The murder of a physician who performs abortions has become a bewildering ritual of individual desperation, occurring four times since 1993. It also has become a ritual test of journalists' abilities to report the news calmly and fairly.
The murder of George Tiller, who performed late-term abortions in Wichita for most of his career, is the first such killing to occur during a worship service at a church. The location of Tiller's death is the most haunting detail of this grim story, and in time that detail will be explored in fuller detail.
Meanwhile, there is no shortage of columns such as this one by Mike Hendricks of The Kansas City Star. The headline on Hendricks' column -- "With Tiller slaying, abortion opponents lose their moral standing" -- is the least hyperbolic moment.
The Wichita Eagle provides a useful roundup of statements on both sides of the abortion debate.
Both The New York Times and The Washington Post follow a pattern of setting up a pro-lifer's statement with scare quotes. From the Times:
Troy Newman, the president of Operation Rescue, an anti-abortion group based in Wichita, said he had always sought out "nonviolent" measures to challenge Dr. Tiller, including efforts in recent years to have him prosecuted for crimes or investigated by state health authorities.
"Operation Rescue has worked tirelessly on peaceful, nonviolent measures to bring him to justice through the legal system, the legislative system," Mr. Newman said, adding, "We are pro-life, and this act was antithetical to what we believe."
By late Sunday, Mr. Newman said, some were already suggesting that there were links between the suspect and Operation Rescue. Someone named Scott Roeder had made posts to the group's blog in the past, Mr. Newman said, but "he is not a friend, not a contributor, not a volunteer."
Operation Rescue President Troy Newman, whose group is based in Wichita and whose Web site carries a "Tiller Watch" feature, said he was "shocked" by the killing.
"Operation Rescue has worked for years through peaceful, legal means, and through the proper channels to see him brought to justice," Newman said in a statement. "We denounce vigilantism and the cowardly act that took place this morning."
Some of the most interesting journalistic digging so far has come from Judy L. Thomas of The Kansas City Star, who provides illuminating background on the accused killer, Scott P. Roeder of Miriam, Kansas:
Roeder also was a subscriber to Prayer and Action News, a magazine that advocated the justifiable homicide position, said publisher Dave Leach, an anti-abortion activist from Des Moines, Iowa.
"I met him once, and he wrote to me a few times," Leach said. "I remember that he was sympathetic to our cause, but I don't remember any details."
Leach said he met Roeder in Topeka when he went there to visit Shelley Shannon, who was in prison for the 1993 shooting of Tiller.
"He told me about a lot of conspiracy stuff and showed me how to take the magnetic strip out of a five-dollar bill," Leach said. "He said it was to keep the government from tracking your money."
Roeder, who in the 1990s was a manufacturing assemblyman, also was involved in the "Freemen" movement.
"Freemen" was a term adopted by those who claimed sovereignty from government jurisdiction and operated under their own legal system, which they called common-law courts. Adherents declared themselves exempt from laws, regulations and taxes and often filed liens against judges, prosecutors and others, claiming that money was owed to them as compensation.
To gain a sense of the mainstream pro-life movement, compare such thinking with that of law professor Robert George of Princeton University, writing for National Review Online:
Whoever murdered George Tiller has done a gravely wicked thing. The evil of this action is in no way diminished by the blood George Tiller had on his own hands. No private individual had the right to execute judgment against him. We are a nation of laws. Lawless violence breeds only more lawless violence.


__TASK TO CARRY OUT__
Pictures should be left out while the data beneath this task is written out word for word.

[Opening LISTED RECORDS section]

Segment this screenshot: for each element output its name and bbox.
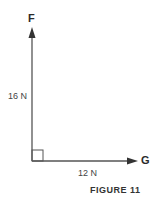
vector-f-label: F bbox=[28, 12, 35, 24]
vector-diagram bbox=[0, 0, 161, 210]
vector-f-arrowhead-icon bbox=[29, 27, 36, 38]
figure-caption: FIGURE 11 bbox=[90, 185, 141, 195]
vector-g-arrowhead-icon bbox=[127, 158, 138, 165]
vector-f-magnitude: 16 N bbox=[8, 91, 27, 101]
vector-g-magnitude: 12 N bbox=[78, 168, 97, 178]
right-angle-marker bbox=[32, 150, 43, 161]
vector-g-label: G bbox=[141, 154, 150, 166]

[Closing LISTED RECORDS section]

__ANSWER SPACE__
Segment this screenshot: for each element output its name and bbox.
vector-f-label: F bbox=[28, 12, 35, 24]
vector-diagram bbox=[0, 0, 161, 210]
vector-f-arrowhead-icon bbox=[29, 27, 36, 38]
figure-caption: FIGURE 11 bbox=[90, 185, 141, 195]
vector-g-arrowhead-icon bbox=[127, 158, 138, 165]
vector-f-magnitude: 16 N bbox=[8, 91, 27, 101]
vector-g-magnitude: 12 N bbox=[78, 168, 97, 178]
right-angle-marker bbox=[32, 150, 43, 161]
vector-g-label: G bbox=[141, 154, 150, 166]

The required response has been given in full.